17 December,2015 08:05 AM IST | | A Correspondent
Google remembers composer Ludwig Van Beethoven's life and times with a special interactive Google Doodle with comical but visually stunning animation combined with music
Ludwig Van Beethoven's Google Doodle
Google remembers composer Ludwig Van Beethoven's life and times with a special interactive Google Doodle with comical but visually stunning animation combined with music.
A screen grab of Ludwig Van Beethoven's Google Doodle
Although it's unclear when Beethoven was born December 17th marks the 245th year of his baptism.
Video courtesy/Google's official YouTube account
The humourous doodle starts with Ludwig van Beethoven composing a piano symphony, when the clock strikes 8. The parchments comprising of symphony compositions behind him make up the letters of the Google logo.
Beethoven (utilising a ear trumpet to hear this) rushes out to the symphony hall, when his foot suddenly gets stuck on something sticky. A horse ends up eating the parchment containing the composition of his symphony at the same time. Beethoven's 5th symphony plays in the background during the entire duration of the doodle. The screen then fades to pieces of his fifth symphony broken into 4 individual musical puzzle pieces that can be played using a single mouse-click.

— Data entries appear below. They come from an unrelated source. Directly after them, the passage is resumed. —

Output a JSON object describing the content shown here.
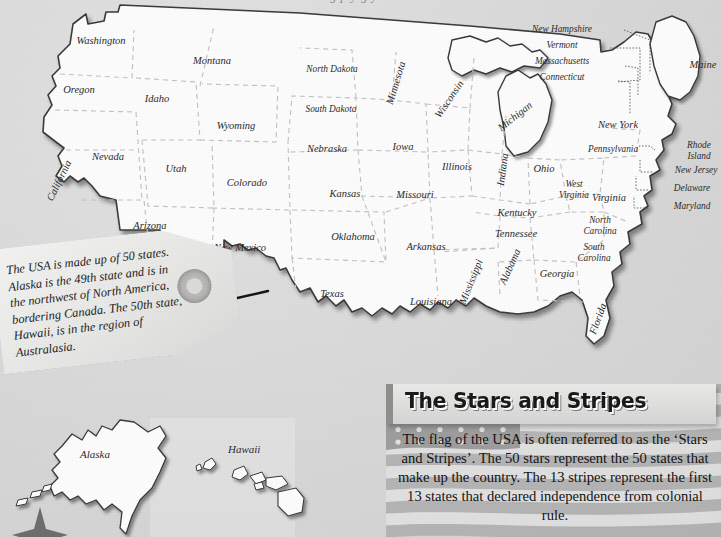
{
  "page": {
    "background_color": "#d9d9d9",
    "top_cut_text": "g p y g y"
  },
  "map": {
    "title": "United States of America",
    "land_color": "#fbfbfb",
    "border_color": "#3a3a3a",
    "state_border_color": "#bcbcbc",
    "states": [
      {
        "name": "Washington",
        "x": 101,
        "y": 44
      },
      {
        "name": "Oregon",
        "x": 79,
        "y": 93
      },
      {
        "name": "California",
        "x": 62,
        "y": 182,
        "rot": -64
      },
      {
        "name": "Nevada",
        "x": 108,
        "y": 160
      },
      {
        "name": "Idaho",
        "x": 157,
        "y": 102
      },
      {
        "name": "Montana",
        "x": 212,
        "y": 64
      },
      {
        "name": "Wyoming",
        "x": 236,
        "y": 129
      },
      {
        "name": "Utah",
        "x": 176,
        "y": 172
      },
      {
        "name": "Arizona",
        "x": 150,
        "y": 229
      },
      {
        "name": "Colorado",
        "x": 247,
        "y": 186
      },
      {
        "name": "New Mexico",
        "x": 240,
        "y": 251
      },
      {
        "name": "North Dakota",
        "x": 332,
        "y": 72
      },
      {
        "name": "South Dakota",
        "x": 331,
        "y": 112
      },
      {
        "name": "Nebraska",
        "x": 327,
        "y": 152
      },
      {
        "name": "Kansas",
        "x": 345,
        "y": 197
      },
      {
        "name": "Oklahoma",
        "x": 353,
        "y": 240
      },
      {
        "name": "Texas",
        "x": 332,
        "y": 297
      },
      {
        "name": "Minnesota",
        "x": 399,
        "y": 84,
        "rot": -73
      },
      {
        "name": "Iowa",
        "x": 403,
        "y": 150
      },
      {
        "name": "Missouri",
        "x": 415,
        "y": 198
      },
      {
        "name": "Arkansas",
        "x": 426,
        "y": 250
      },
      {
        "name": "Louisiana",
        "x": 431,
        "y": 305
      },
      {
        "name": "Wisconsin",
        "x": 452,
        "y": 101,
        "rot": -56
      },
      {
        "name": "Illinois",
        "x": 457,
        "y": 170
      },
      {
        "name": "Michigan",
        "x": 517,
        "y": 119,
        "rot": -38
      },
      {
        "name": "Indiana",
        "x": 506,
        "y": 170,
        "rot": -82
      },
      {
        "name": "Ohio",
        "x": 544,
        "y": 172
      },
      {
        "name": "Kentucky",
        "x": 517,
        "y": 216
      },
      {
        "name": "Tennessee",
        "x": 516,
        "y": 237
      },
      {
        "name": "Mississippi",
        "x": 474,
        "y": 283,
        "rot": -68
      },
      {
        "name": "Alabama",
        "x": 513,
        "y": 268,
        "rot": -66
      },
      {
        "name": "Georgia",
        "x": 557,
        "y": 277
      },
      {
        "name": "Florida",
        "x": 601,
        "y": 320,
        "rot": -70
      },
      {
        "name": "South Carolina",
        "x": 594,
        "y": 250,
        "two_line": true
      },
      {
        "name": "North Carolina",
        "x": 600,
        "y": 223,
        "two_line": true
      },
      {
        "name": "Virginia",
        "x": 609,
        "y": 201
      },
      {
        "name": "West Virginia",
        "x": 574,
        "y": 187,
        "two_line": true
      },
      {
        "name": "Pennsylvania",
        "x": 613,
        "y": 152
      },
      {
        "name": "New York",
        "x": 618,
        "y": 128
      },
      {
        "name": "Maine",
        "x": 703,
        "y": 68
      }
    ],
    "leader_labels": [
      {
        "name": "New Hampshire",
        "x": 562,
        "y": 32
      },
      {
        "name": "Vermont",
        "x": 562,
        "y": 48
      },
      {
        "name": "Massachusetts",
        "x": 562,
        "y": 64
      },
      {
        "name": "Connecticut",
        "x": 562,
        "y": 80
      },
      {
        "name": "Rhode Island",
        "x": 699,
        "y": 148,
        "two_line": true
      },
      {
        "name": "New Jersey",
        "x": 696,
        "y": 173
      },
      {
        "name": "Delaware",
        "x": 692,
        "y": 191
      },
      {
        "name": "Maryland",
        "x": 692,
        "y": 209
      }
    ],
    "insets": [
      {
        "name": "Alaska",
        "label_x": 107,
        "label_y": 456
      },
      {
        "name": "Hawaii",
        "label_x": 253,
        "label_y": 451
      }
    ]
  },
  "tag": {
    "text": "The USA is made up of 50 states. Alaska is the 49th state and is in the northwest of North America, bordering Canada. The 50th state, Hawaii, is in the region of Australasia."
  },
  "stars_and_stripes": {
    "title": "The Stars and Stripes",
    "body": "The flag of the USA is often referred to as the ‘Stars and Stripes’. The 50 stars represent the 50 states that make up the country. The 13 stripes represent the first 13 states that declared independence from colonial rule.",
    "flag_red": "#9a9a9a",
    "flag_white": "#e8e8e8",
    "flag_blue": "#707070"
  }
}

Created by designer Leon Hong in collaboration with artist Nate Swinehart and engineers Jonathan Shneier and Jordan Thompson, the Google Doodle makes a humourous reference of Ludwig Van Beethoven's ill luck that the composer faced throughout his life.
The doodle is more of a puzzle than it is a picture.
Players are tasked with arranging Beethoven's sheet music in the correct order after he mixes up the pieces on his way to conduct a concert.
The game focuses on the composer's most widely-received works, such as "Moonlight Sonata" and "Ode to Joy". Each song becomes harder to piece back together as the game progresses.
The Doodle went live on Google's main search page starting on the evening of December 16 and will stay up through December 17.